Abstract:Enhancing fuel efficiency in public transportation requires the integration of complex multimodal data into interpretable, decision-relevant insights. However, traditional analytics and visualization methods often yield fragmented outputs that demand extensive human interpretation, limiting scalability and consistency. This study presents a multi-agent framework that leverages multimodal large language models (LLMs) to automate data narration and energy insight generation. The framework coordinates three specialized agents, including a data narration agent, an LLM-as-a-judge agent, and an optional human-in-the-loop evaluator, to iteratively transform analytical artifacts into coherent, stakeholder-oriented reports. The system is validated through a real-world case study on public bus transportation in Northern Jutland, Denmark, where fuel efficiency data from 4006 trips are analyzed using Gaussian Mixture Model clustering. Comparative experiments across five state-of-the-art LLMs and three prompting paradigms identify GPT-4.1 mini with Chain-of-Thought prompting as the optimal configuration, achieving 97.3% narrative accuracy while balancing interpretability and computational cost. The findings demonstrate that multi-agent orchestration significantly enhances factual precision, coherence, and scalability in LLM-based reporting. The proposed framework establishes a replicable and domain-adaptive methodology for AI-driven narrative generation and decision support in energy informatics.
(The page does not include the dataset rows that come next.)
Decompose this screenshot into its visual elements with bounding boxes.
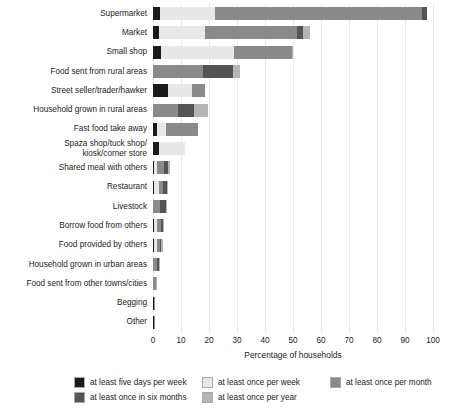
stacked-bar bbox=[153, 142, 185, 155]
x-tick-label: 0 bbox=[151, 336, 156, 345]
legend-label: at least once per week bbox=[218, 378, 300, 387]
category-label: Food sent from other towns/cities bbox=[0, 279, 147, 289]
bar-row: Restaurant bbox=[153, 181, 433, 194]
bar-row: Food sent from rural areas bbox=[153, 65, 433, 78]
category-label: Other bbox=[0, 317, 147, 327]
stacked-bar bbox=[153, 316, 155, 329]
x-tick-label: 40 bbox=[260, 336, 269, 345]
bar-segment bbox=[153, 104, 178, 117]
x-tick-label: 70 bbox=[344, 336, 353, 345]
bar-segment bbox=[153, 65, 203, 78]
legend-label: at least once in six months bbox=[90, 393, 186, 402]
category-label: Food provided by others bbox=[0, 240, 147, 250]
stacked-bar bbox=[153, 258, 160, 271]
chart-legend: at least five days per weekat least once… bbox=[74, 377, 446, 407]
x-tick-label: 20 bbox=[204, 336, 213, 345]
bar-segment bbox=[168, 84, 192, 97]
legend-label: at least once per month bbox=[346, 378, 432, 387]
legend-label: at least once per year bbox=[218, 393, 297, 402]
stacked-bar bbox=[153, 219, 164, 232]
bar-segment bbox=[159, 258, 160, 271]
plot-area: SupermarketMarketSmall shopFood sent fro… bbox=[153, 4, 433, 334]
bar-segment bbox=[234, 46, 291, 59]
x-tick-label: 80 bbox=[372, 336, 381, 345]
category-label: Spaza shop/tuck shop/ kiosk/corner store bbox=[0, 139, 147, 158]
legend-item[interactable]: at least once per month bbox=[330, 377, 432, 388]
bar-row: Household grown in urban areas bbox=[153, 258, 433, 271]
category-label: Market bbox=[0, 28, 147, 38]
stacked-bar bbox=[153, 123, 198, 136]
bar-segment bbox=[153, 84, 168, 97]
x-axis-title: Percentage of households bbox=[153, 350, 433, 360]
bar-segment bbox=[168, 161, 169, 174]
gridline-100 bbox=[433, 4, 434, 334]
bar-row: Shared meal with others bbox=[153, 161, 433, 174]
stacked-bar bbox=[153, 7, 427, 20]
bar-segment bbox=[167, 181, 168, 194]
stacked-bar bbox=[153, 84, 205, 97]
bar-segment bbox=[166, 200, 167, 213]
x-tick-label: 10 bbox=[176, 336, 185, 345]
bar-segment bbox=[178, 104, 193, 117]
category-label: Begging bbox=[0, 298, 147, 308]
bar-row: Small shop bbox=[153, 46, 433, 59]
bar-row: Supermarket bbox=[153, 7, 433, 20]
stacked-bar bbox=[153, 277, 157, 290]
bar-segment bbox=[233, 65, 240, 78]
category-label: Small shop bbox=[0, 47, 147, 57]
legend-label: at least five days per week bbox=[90, 378, 186, 387]
legend-item[interactable]: at least five days per week bbox=[74, 377, 202, 388]
x-tick-label: 50 bbox=[288, 336, 297, 345]
category-label: Borrow food from others bbox=[0, 221, 147, 231]
bar-segment bbox=[205, 26, 297, 39]
category-label: Food sent from rural areas bbox=[0, 67, 147, 77]
bar-segment bbox=[156, 277, 157, 290]
bar-segment bbox=[292, 46, 293, 59]
bar-row: Begging bbox=[153, 297, 433, 310]
legend-swatch-icon bbox=[330, 377, 341, 388]
bar-segment bbox=[203, 65, 232, 78]
category-label: Household grown in urban areas bbox=[0, 260, 147, 270]
bar-segment bbox=[157, 123, 165, 136]
bar-segment bbox=[157, 161, 164, 174]
bar-segment bbox=[153, 200, 160, 213]
bar-segment bbox=[153, 46, 161, 59]
category-label: Household grown in rural areas bbox=[0, 105, 147, 115]
legend-row: at least five days per weekat least once… bbox=[74, 377, 446, 388]
x-tick-label: 30 bbox=[232, 336, 241, 345]
bar-segment bbox=[159, 142, 186, 155]
bar-row: Food provided by others bbox=[153, 239, 433, 252]
bar-row: Fast food take away bbox=[153, 123, 433, 136]
stacked-bar-chart: SupermarketMarketSmall shopFood sent fro… bbox=[0, 0, 451, 418]
category-label: Supermarket bbox=[0, 9, 147, 19]
category-label: Livestock bbox=[0, 202, 147, 212]
stacked-bar bbox=[153, 65, 240, 78]
legend-item[interactable]: at least once per week bbox=[202, 377, 330, 388]
bar-segment bbox=[160, 7, 215, 20]
legend-swatch-icon bbox=[74, 377, 85, 388]
stacked-bar bbox=[153, 239, 163, 252]
legend-item[interactable]: at least once in six months bbox=[74, 392, 202, 403]
bar-segment bbox=[215, 7, 422, 20]
bar-row: Food sent from other towns/cities bbox=[153, 277, 433, 290]
stacked-bar bbox=[153, 26, 310, 39]
legend-swatch-icon bbox=[74, 392, 85, 403]
stacked-bar bbox=[153, 181, 168, 194]
bar-segment bbox=[154, 297, 155, 310]
bar-row: Market bbox=[153, 26, 433, 39]
category-label: Fast food take away bbox=[0, 124, 147, 134]
legend-item[interactable]: at least once per year bbox=[202, 392, 330, 403]
bar-row: Street seller/trader/hawker bbox=[153, 84, 433, 97]
legend-swatch-icon bbox=[202, 392, 213, 403]
x-tick-label: 90 bbox=[400, 336, 409, 345]
bar-segment bbox=[192, 84, 205, 97]
legend-row: at least once in six monthsat least once… bbox=[74, 392, 446, 403]
bar-segment bbox=[194, 104, 208, 117]
category-label: Shared meal with others bbox=[0, 163, 147, 173]
bar-segment bbox=[161, 46, 234, 59]
bar-segment bbox=[166, 123, 198, 136]
bar-row: Livestock bbox=[153, 200, 433, 213]
bar-segment bbox=[303, 26, 310, 39]
category-label: Street seller/trader/hawker bbox=[0, 86, 147, 96]
bar-row: Borrow food from others bbox=[153, 219, 433, 232]
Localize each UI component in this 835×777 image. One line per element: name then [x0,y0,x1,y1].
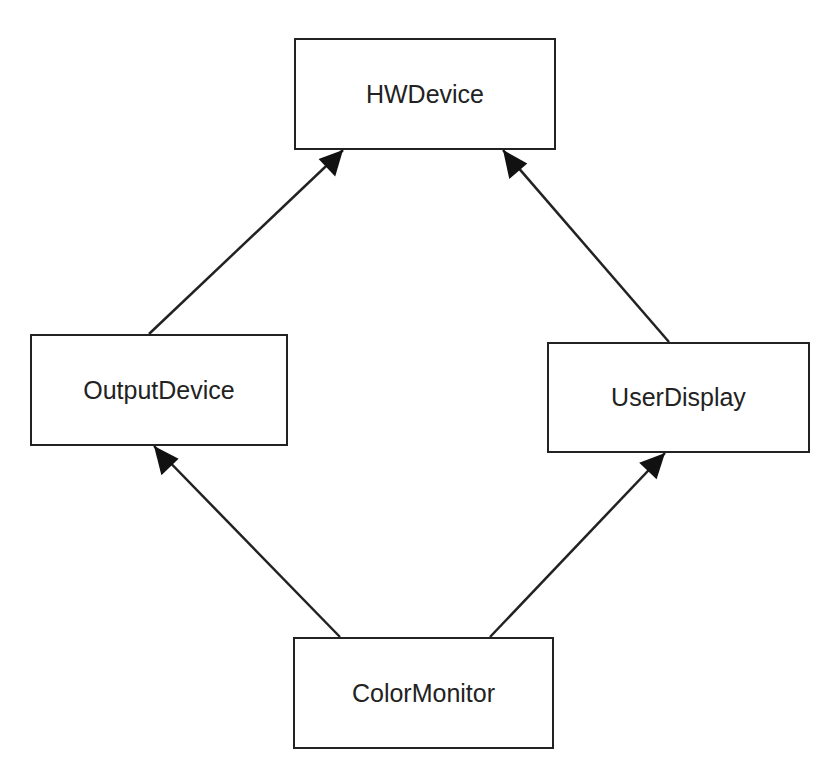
class-node-outputdevice: OutputDevice [30,334,288,446]
class-node-userdisplay: UserDisplay [547,342,810,453]
class-label: ColorMonitor [352,679,495,708]
class-label: HWDevice [366,80,484,109]
edge-colormonitor-to-userdisplay [490,453,665,637]
edge-userdisplay-to-hwdevice [503,150,669,342]
edge-outputdevice-to-hwdevice [149,150,343,334]
class-label: OutputDevice [83,376,234,405]
class-label: UserDisplay [611,383,746,412]
edge-colormonitor-to-outputdevice [154,446,340,637]
class-node-colormonitor: ColorMonitor [293,637,554,749]
arrowhead-icon [154,446,179,475]
arrowhead-icon [319,150,343,177]
class-node-hwdevice: HWDevice [294,38,556,150]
Abstract:Smart cities around the world have begun monitoring parking areas in order to estimate available parking spots and help drivers looking for parking. The current results are promising, indeed. However, existing approaches are limited by the high cost of sensors that need to be installed throughout the city in order to achieve an accurate estimation. This work investigates the extension of estimating parking information from areas equipped with sensors to areas where they are missing. To this end, the similarity between city neighborhoods is determined based on background data, i.e., from geographic information systems. Using the derived similarity values, we analyze the adaptation of occupancy rates from monitored- to unmonitored parking areas.